'Super Log-Off'? Teens Bring Street Smarts to Facebook

Teens master Facebook management with "super log-off" and "whitewalling."

NOV. 12, 2010— -- For some teenagers, survival doesn't mean watching your back only when you're out on the street -- it means making sure your guard is up on the Internet too.

Many teenagers already go to great lengths to protect themselves from spying parents and other authorities online. But social media researcher danah boyd (who prefers to go lowercase) said some high-risk teens -- who come from unstable family backgrounds and jump between high schools -- are using innovative strategies to manage their online identities.

"They're street kids. They know the street, they know how to stay tough, they know how to make life work for their situation, and their situation is rough," said boyd, a Microsoft social media researcher and fellow at the Harvard Berkman Center for Internet and Society who studies teen online behavior.

Mikalah, for example, an 18-year-old teenager interviewed by boyd, has already hopped between five high schools, and doesn't just log out of Facebook when she goes offline. She deactivates her account altogether.

She knows that deactivating won't delete her account and its contents, but it will prevent others from posting on her wall, sending her messages or reading her profile.

Teen Controls Facebook Content to Minimize 'Drama'

Boyd said it's Mikalah's way of saying, "I don't want people to be able to search for me, I don't want people to be able to look over my profile unless I know that I'm online and what's going on and I can have control over it."

In a blog post on the topic, boyd said that among some gay men, who do the same thing, the tactic is called the "super log-off."

Shamika, another teenager interviewed by boyd (both names have been changed to protect the students' identities) uses another technique some call "white-walling" or "white-washing."

While she doesn't deactivate her account every time she signs out of Facebook, she does delete every status update, wall post and "like" soon after it's posted.

Boyd said Shamika deletes old status updates every time she posts a new one and deletes friends' comments after she reads them. When asked why she takes these somewhat unusual steps on Facebook, boyd said Shamika replied, "too much drama."

Teens Get Creative to Block Authorities Online

"She doesn't want people going back into her past because they are taking something from the past and misconstruing something in the present," boyd said.

While the two girls are friends, boyd said they each think the other's tactic is somewhat odd. But they also understand that, essentially, they're doing the same thing.

"They have adults in their business all the time and in their cases, that usually means officials. So we're talking law enforcement, we're talking social services, we're talking people who are, as far as they're concerned, are in their business and won't leave them alone and aren't there to be helpful," boyd said.

In their eyes, the institutions created to support them, aren't supporting them, boyd said, so they've had to develop creative ways to protect themselves, on the street and in the digital world.

And, she added, given that the teens must rely on public computers to connect to the Internet, they sometimes have to wait days between Facebook sessions. All the more time for someone to leave unwanted messages on their profile pages or read up on their personal lives.

"These teens are thinking through ways in which they can make their worlds work," boyd said.

Boyd emphazied that these examples were just a couple of particularly innovative teen approaches to Facebook management and weren't necessarily indicative of a trend.

But she said that they are similar to other tactics regularly employed by teenagers on Facebook, for example, college-bound high school students changing their names to hide from potential recruiters or teenagers communicating through song lyrics to keep spying parents at bay.

"It's all about power dynamics," boyd said. "It's all about saying I'm not going to let you have control over me just because you can get access through technology."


» **What this task involves**:
Whenever a line of the entries below holds the string "curve", copy that line and return it.

Figure dataset records:
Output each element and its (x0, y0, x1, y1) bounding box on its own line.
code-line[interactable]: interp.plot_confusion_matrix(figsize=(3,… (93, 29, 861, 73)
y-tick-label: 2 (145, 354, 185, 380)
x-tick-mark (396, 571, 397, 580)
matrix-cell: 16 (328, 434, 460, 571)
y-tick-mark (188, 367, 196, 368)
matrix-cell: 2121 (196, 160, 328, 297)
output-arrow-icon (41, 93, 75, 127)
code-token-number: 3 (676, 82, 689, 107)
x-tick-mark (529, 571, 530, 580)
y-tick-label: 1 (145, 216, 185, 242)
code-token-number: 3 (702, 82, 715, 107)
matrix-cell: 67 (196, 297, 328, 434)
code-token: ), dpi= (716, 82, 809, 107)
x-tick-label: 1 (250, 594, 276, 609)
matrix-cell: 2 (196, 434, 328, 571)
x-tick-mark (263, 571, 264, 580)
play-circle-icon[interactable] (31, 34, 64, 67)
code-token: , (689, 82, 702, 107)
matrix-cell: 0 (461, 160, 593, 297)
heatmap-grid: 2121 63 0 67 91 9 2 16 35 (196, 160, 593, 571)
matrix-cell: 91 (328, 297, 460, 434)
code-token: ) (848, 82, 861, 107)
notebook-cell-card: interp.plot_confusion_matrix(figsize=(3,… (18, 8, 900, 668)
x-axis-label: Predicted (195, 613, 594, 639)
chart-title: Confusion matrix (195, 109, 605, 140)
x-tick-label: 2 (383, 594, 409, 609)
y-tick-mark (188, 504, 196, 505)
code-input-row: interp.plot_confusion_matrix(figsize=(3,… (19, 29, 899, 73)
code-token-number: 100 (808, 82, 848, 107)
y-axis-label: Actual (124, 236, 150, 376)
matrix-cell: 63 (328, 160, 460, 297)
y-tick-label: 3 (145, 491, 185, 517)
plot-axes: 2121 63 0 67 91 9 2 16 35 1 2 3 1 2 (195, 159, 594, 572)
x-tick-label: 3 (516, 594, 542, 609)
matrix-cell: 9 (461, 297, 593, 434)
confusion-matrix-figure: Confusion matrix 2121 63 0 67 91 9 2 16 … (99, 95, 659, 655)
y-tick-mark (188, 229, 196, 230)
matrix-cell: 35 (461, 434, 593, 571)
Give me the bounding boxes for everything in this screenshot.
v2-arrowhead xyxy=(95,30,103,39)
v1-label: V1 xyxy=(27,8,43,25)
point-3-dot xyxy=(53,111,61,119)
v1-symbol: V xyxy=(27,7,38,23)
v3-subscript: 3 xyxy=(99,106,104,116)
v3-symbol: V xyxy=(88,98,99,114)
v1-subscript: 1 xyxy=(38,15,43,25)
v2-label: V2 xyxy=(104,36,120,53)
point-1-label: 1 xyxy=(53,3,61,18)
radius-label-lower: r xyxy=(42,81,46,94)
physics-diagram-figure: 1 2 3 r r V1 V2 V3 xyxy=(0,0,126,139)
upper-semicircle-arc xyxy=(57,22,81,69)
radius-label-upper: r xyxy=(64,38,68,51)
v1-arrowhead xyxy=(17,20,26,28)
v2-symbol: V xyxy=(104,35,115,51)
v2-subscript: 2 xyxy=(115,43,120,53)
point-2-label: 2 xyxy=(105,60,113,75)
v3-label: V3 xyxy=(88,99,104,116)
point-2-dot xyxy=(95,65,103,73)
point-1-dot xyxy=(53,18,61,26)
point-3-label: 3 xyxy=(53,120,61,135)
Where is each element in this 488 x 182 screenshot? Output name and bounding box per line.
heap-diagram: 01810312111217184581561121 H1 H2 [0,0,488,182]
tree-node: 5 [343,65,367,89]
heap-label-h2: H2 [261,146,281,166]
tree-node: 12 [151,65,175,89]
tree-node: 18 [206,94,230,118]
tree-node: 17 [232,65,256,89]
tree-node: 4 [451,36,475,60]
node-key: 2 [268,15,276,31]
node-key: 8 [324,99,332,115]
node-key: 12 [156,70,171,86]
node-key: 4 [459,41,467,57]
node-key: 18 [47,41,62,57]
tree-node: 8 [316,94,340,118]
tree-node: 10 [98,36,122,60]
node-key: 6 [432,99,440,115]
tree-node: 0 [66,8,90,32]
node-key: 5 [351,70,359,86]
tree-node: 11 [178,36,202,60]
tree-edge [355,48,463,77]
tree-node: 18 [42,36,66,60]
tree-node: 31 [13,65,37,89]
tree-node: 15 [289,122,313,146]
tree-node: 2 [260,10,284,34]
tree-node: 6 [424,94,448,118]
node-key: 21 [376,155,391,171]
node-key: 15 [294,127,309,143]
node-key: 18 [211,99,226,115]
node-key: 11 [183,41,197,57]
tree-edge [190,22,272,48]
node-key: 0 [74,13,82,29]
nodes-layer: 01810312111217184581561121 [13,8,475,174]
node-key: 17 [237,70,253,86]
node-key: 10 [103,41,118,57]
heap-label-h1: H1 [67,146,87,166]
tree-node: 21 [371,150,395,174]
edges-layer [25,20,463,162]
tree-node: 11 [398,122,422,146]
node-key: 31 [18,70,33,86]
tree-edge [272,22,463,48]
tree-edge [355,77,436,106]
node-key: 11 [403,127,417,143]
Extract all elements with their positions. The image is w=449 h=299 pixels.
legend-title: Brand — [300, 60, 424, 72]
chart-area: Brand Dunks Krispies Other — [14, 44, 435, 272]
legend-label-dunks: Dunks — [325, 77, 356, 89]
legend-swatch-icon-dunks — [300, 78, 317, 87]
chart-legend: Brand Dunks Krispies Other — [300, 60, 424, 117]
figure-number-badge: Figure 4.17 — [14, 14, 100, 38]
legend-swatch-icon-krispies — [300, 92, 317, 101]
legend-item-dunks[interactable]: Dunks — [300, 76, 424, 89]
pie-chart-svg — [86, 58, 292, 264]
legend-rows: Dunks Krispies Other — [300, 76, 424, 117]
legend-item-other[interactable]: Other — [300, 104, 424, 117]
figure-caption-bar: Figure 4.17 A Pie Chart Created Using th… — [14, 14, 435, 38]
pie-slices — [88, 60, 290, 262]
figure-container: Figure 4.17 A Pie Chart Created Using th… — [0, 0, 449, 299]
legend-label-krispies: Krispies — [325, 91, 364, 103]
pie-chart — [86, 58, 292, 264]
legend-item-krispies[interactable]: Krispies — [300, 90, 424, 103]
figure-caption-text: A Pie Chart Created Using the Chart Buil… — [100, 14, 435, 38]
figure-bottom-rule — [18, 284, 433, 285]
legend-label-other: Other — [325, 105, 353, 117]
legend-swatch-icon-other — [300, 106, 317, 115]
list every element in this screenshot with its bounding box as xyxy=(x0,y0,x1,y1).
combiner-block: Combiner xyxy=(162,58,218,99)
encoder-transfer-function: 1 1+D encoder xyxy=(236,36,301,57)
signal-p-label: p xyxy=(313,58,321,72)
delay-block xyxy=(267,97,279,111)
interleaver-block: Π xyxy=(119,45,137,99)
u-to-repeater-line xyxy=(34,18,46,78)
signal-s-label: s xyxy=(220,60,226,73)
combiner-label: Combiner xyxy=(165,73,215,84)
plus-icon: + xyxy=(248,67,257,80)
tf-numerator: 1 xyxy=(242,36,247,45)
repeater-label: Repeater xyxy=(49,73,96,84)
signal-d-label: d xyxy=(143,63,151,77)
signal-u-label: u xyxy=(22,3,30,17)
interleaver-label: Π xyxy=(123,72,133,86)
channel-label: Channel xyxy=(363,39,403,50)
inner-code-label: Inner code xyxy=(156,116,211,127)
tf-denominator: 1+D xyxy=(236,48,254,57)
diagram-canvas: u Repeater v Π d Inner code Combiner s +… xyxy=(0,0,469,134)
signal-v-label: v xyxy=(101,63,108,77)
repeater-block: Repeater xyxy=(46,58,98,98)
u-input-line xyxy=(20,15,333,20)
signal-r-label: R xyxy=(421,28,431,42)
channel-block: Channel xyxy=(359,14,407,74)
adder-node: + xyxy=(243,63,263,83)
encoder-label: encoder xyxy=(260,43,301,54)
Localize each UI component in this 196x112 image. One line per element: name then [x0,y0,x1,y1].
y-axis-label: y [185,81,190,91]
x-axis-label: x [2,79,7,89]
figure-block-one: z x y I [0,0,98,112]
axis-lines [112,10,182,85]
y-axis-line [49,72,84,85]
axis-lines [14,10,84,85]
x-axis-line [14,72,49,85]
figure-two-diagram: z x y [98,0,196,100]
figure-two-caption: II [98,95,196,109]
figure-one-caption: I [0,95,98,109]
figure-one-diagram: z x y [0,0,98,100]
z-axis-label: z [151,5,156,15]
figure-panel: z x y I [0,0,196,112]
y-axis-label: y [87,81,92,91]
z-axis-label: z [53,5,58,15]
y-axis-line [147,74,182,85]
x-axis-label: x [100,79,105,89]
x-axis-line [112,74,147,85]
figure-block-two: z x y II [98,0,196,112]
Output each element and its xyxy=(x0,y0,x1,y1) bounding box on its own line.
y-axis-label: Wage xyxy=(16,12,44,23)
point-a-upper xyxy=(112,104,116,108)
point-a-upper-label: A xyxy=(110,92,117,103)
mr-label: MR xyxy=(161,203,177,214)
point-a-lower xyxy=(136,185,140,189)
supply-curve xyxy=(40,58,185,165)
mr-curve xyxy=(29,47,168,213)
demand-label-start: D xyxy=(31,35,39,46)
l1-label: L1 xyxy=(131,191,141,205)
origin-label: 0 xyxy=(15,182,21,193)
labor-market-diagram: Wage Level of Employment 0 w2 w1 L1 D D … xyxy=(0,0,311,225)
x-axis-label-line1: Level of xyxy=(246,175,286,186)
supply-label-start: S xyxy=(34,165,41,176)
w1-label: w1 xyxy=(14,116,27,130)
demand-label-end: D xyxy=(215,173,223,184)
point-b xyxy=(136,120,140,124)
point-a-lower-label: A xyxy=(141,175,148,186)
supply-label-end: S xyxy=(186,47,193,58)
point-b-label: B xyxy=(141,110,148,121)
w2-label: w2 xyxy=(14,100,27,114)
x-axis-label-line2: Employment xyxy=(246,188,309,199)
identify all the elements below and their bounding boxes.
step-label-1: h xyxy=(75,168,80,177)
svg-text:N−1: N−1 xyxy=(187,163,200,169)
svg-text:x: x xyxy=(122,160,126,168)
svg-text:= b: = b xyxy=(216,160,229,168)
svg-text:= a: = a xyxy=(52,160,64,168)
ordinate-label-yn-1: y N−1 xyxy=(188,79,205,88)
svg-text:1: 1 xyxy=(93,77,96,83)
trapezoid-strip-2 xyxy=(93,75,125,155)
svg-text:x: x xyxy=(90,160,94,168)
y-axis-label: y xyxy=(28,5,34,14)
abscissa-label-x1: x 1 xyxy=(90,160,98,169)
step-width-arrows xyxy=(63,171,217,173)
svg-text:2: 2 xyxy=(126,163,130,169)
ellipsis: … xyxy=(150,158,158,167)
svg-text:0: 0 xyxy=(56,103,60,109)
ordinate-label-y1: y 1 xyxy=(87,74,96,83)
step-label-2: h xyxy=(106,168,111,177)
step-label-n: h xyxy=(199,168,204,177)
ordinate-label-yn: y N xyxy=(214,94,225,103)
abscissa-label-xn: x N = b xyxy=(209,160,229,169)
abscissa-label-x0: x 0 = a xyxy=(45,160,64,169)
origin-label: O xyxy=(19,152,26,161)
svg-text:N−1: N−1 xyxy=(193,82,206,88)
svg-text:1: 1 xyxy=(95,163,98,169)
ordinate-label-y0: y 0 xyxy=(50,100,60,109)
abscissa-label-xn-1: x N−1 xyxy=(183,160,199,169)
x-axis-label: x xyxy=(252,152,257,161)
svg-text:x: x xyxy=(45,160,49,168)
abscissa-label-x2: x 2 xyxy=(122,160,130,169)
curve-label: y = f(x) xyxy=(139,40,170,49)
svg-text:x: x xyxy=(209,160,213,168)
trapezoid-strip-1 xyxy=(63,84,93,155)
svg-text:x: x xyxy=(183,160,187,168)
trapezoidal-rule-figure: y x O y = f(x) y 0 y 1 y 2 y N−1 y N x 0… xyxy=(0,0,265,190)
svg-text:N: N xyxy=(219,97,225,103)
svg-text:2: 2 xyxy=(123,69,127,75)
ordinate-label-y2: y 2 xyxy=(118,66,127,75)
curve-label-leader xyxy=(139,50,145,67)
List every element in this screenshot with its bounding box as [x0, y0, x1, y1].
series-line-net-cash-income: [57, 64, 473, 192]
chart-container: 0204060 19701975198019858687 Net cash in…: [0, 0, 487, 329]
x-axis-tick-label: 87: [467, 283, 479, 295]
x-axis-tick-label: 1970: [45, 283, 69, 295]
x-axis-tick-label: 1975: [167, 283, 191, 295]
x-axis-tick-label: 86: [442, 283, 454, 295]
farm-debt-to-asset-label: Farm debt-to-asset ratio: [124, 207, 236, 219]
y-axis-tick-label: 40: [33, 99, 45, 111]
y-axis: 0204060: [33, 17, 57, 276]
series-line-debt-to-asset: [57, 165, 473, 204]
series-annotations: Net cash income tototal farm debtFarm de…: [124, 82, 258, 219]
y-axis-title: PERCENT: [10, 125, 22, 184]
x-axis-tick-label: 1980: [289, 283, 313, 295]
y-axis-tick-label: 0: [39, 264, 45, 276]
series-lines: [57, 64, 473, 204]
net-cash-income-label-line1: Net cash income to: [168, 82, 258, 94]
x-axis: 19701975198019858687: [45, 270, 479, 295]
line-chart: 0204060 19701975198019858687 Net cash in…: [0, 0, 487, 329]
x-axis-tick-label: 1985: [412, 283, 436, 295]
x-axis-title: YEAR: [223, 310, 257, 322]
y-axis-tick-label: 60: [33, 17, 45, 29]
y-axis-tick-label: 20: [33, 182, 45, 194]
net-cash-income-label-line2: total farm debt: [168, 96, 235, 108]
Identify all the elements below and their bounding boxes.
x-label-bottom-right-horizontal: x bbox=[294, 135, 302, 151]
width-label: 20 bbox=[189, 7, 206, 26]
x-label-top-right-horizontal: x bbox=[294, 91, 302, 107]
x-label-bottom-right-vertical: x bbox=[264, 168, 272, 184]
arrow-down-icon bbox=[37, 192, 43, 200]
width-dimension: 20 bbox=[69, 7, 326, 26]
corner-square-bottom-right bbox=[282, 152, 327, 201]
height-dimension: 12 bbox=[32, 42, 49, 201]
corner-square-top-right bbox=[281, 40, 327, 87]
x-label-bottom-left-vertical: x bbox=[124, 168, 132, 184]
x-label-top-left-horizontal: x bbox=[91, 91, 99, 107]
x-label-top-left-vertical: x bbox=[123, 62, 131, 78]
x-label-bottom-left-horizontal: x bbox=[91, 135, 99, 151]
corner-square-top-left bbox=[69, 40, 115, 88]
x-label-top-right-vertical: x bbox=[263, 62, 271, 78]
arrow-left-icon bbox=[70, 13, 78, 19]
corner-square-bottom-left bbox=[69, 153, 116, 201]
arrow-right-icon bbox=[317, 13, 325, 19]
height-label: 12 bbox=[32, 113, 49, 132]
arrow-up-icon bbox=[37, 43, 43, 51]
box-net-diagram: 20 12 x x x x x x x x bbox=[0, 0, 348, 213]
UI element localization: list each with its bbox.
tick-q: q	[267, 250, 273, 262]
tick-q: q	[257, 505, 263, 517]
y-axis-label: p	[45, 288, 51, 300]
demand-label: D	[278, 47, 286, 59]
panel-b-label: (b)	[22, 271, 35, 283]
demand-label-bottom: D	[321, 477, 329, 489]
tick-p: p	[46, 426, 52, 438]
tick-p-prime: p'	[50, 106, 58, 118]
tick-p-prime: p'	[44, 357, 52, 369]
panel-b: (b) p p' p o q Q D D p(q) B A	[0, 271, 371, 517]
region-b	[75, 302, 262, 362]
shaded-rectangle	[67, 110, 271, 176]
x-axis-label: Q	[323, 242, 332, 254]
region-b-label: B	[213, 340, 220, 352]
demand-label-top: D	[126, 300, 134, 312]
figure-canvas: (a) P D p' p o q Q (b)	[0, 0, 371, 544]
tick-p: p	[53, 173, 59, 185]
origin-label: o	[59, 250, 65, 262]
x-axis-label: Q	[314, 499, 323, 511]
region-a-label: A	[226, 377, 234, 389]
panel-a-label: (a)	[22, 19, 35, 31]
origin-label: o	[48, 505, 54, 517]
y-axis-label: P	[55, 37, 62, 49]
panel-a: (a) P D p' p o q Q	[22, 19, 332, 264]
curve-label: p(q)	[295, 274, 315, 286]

» **Written response**:
supply-curve xyxy=(40,58,185,165)
mr-curve xyxy=(29,47,168,213)
curve-label: y = f(x) xyxy=(139,40,170,49)
curve-label-leader xyxy=(139,50,145,67)
curve-label: p(q)	[295, 274, 315, 286]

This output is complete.